In this piece, Johnston allows us to imagine what might it mean to be continually, constantly “birthing loss.”  I think of the many variations of grief, and their emergence as loss. From the little losses of the everyday to the larger, more monumental loss of family, loved ones, of the many lost as a result of the Covid-19 pandemic. 

I think, in part, of my mother, a midwife who, in her forty+plus years in the practice, once caught a stillborn baby. At most births, Mama welcomed the new born with her ankh, which she carried to births as keeper of the shrine of Meskhenet [khemet for the birth chamber]. Prior to the birth, she would purify the ankh and, later lower it over the crown of each baby born. This, midwifery, birthing gain, was her calling. But, ever so present, at the moment of birth lies loss, and Johnston's pairing of the opposing ideas remains apropos. 

Later in the reading, I believe it was Curtis Crisler, a laureate out of Indiana, who offered this line of tender witness: I stood there with him in the gaps and waited with him till his poems had clothes on. Avery Young, a poet out of Chicago, also on the panel, offered his hope as laureate, which was to infuse and integrate poetry into the fabric of the city. He declared to the audience:  

If you want to know what happened in 1883, you have to read the poems of 1883. 

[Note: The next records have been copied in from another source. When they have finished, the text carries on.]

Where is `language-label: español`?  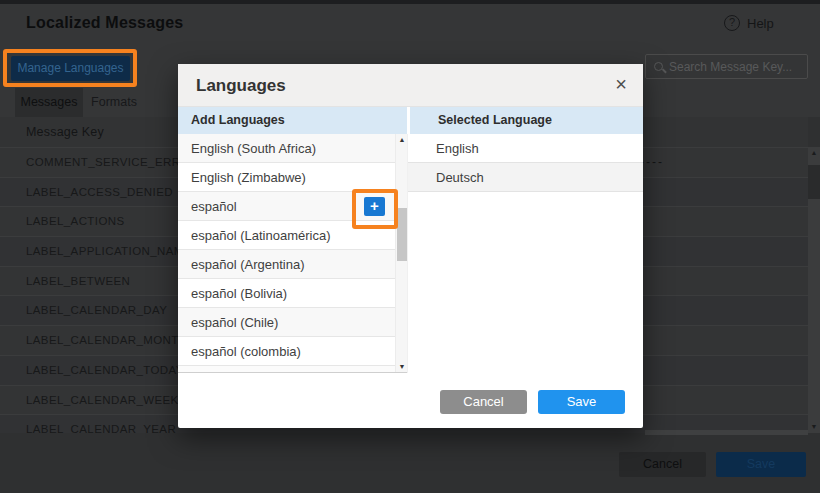
language-label: español is located at coordinates (214, 206).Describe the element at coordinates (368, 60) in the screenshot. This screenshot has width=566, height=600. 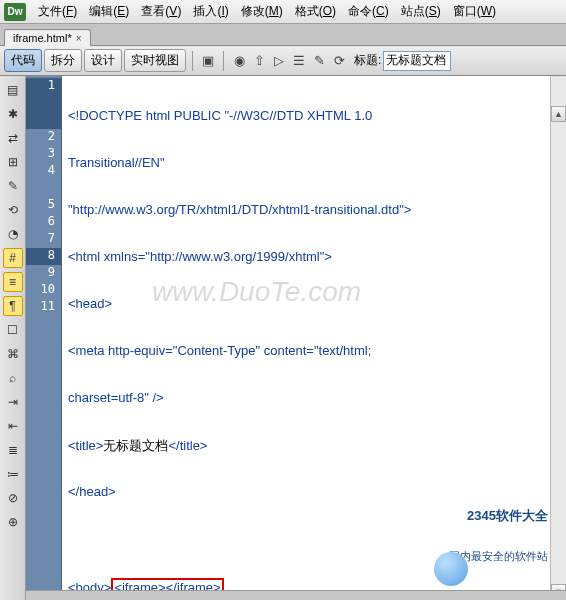
I see `title-label: 标题:` at that location.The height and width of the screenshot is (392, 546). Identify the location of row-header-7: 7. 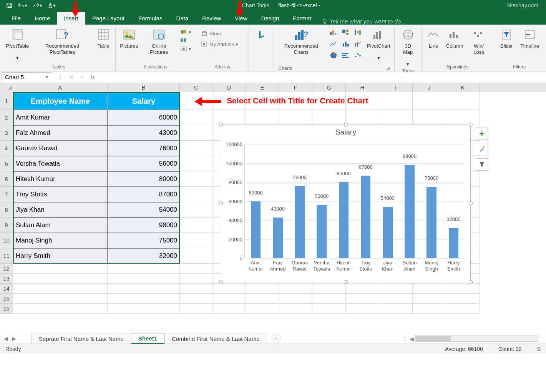
(6, 194).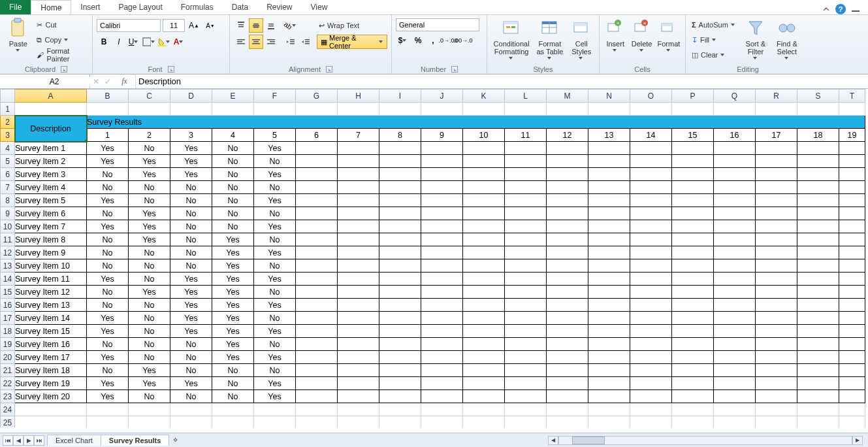 The image size is (868, 447). Describe the element at coordinates (777, 135) in the screenshot. I see `survey-col-17: 17` at that location.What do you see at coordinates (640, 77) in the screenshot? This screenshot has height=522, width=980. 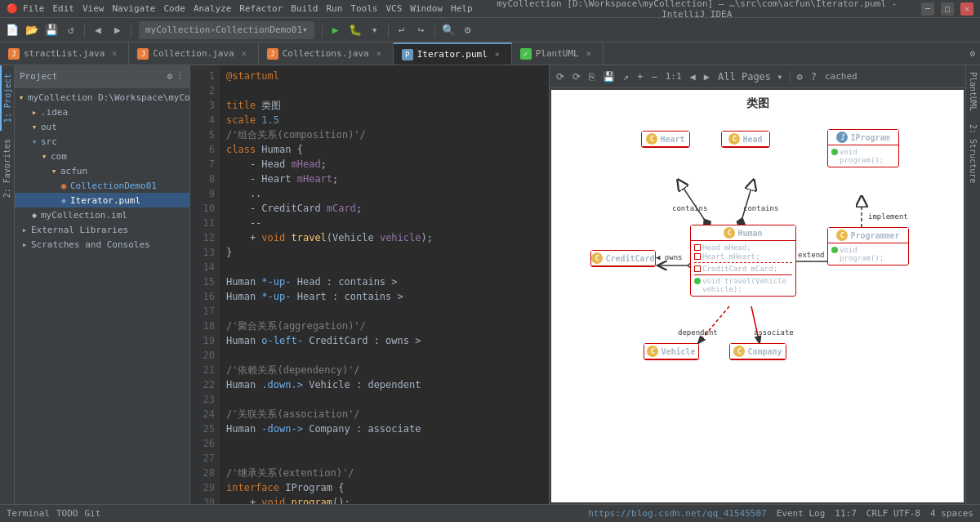 I see `zoom-in-button: +` at bounding box center [640, 77].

If you want to know what happened in November 2024 you have to read the poems of November 2024

I remember being truly buoyed hearing this assertion. Young helped me in that moment to know that poetry be of the times, the nature, the environment of the time that it is born in. 

I see, at the  same time, that a historian might argue that to know what happened in 1883 you might dive into the archives, the historical records of 1883, similarly with November 2024. Listening recently to a lecture by historian and visual artist, Nell Painter, I think she might have stood counter to Young. I imagine that she might encourage us to veer towards the archives, towards historical records to find ourselves within them.

I hope to share more on Painter’s lecture in the near future, but for now, saying that there is a body of work that we might always return to find who we are.